Production diplomacy integrates the defense industrial bases (DIB) of allies and partners by protecting supply chains, strengthening alliances and partnerships, enhancing deterrence, and building defense readiness, though it is not without risks and challenges. In order to meet growing challenges of an evolving geostrategic environment including facing multiple adversaries simultaneously, the United States should rapidly develop and implement new production diplomacy initiatives in the Indo-Pacific.

The term production diplomacy was coined by Under Secretary of Defense for Acquisition and Sustainment William A. LaPlante, and subsequently defined in the National Defense Industrial Strategy as a strategy to protect DIB supply chain. It can additionally support national security objectives in the Indo-Pacific geostrategic environment.

Production diplomacy plays a key role in deepening and broadening integration among allies and partners, while enhancing resilience and building stockpiles and surge capacity. The application of production diplomacy also comes with risks and challenges, including difficulties creating sustainable industry environments, unintended technology transfer to adversaries, and domestic political environments.

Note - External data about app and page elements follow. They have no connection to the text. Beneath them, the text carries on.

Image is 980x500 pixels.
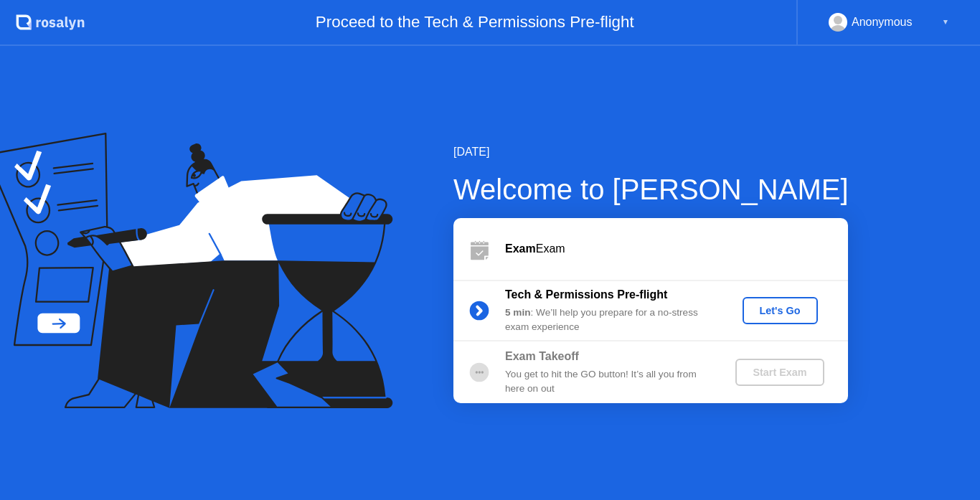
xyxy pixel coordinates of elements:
[505,367,712,396] div: You get to hit the GO button! It’s all you from here on out
[454,144,849,160] div: [DATE]
[736,359,823,385] button: Start Exam
[742,297,818,324] button: Let's Go
[505,242,536,254] b: Exam
[942,13,949,31] div: ▼
[505,350,579,362] b: Exam Takeoff
[454,168,849,211] div: Welcome to [PERSON_NAME]
[505,240,848,257] div: Exam
[505,305,712,335] div: : We’ll help you prepare for a no-stress exam experience
[505,307,531,318] b: 5 min
[852,13,913,31] div: Anonymous
[748,305,812,316] div: Let's Go
[741,366,818,378] div: Start Exam
[505,289,667,300] b: Tech & Permissions Pre-flight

While production diplomacy will not apply in every case, when applied creatively under the right circumstances, it has the potential to enhance US, allied, and partner national security. This creativity can include both coproducing and assembling forward, as well as multilateral coproduction to create win-win-win outcomes.

Maximizing effectiveness of production diplomacy initiatives to support US, allied, and partner national security objectives will require executive branch and congressional action. The full issue brief includes recommendations that think creatively; craft programs to support multiple national security objectives; assess and manage risks; overcome gaps and seams; and apply historical lessons.


The Tiger Project, an Atlantic Council effort, develops new insights and actionable recommendations for the United States, as well as its allies and partners, to deter and counter aggression in the Indo-Pacific. Explore our collection of work, including expert commentary, multimedia content, and in-depth analysis, on strategic defense and deterrence issues in the region.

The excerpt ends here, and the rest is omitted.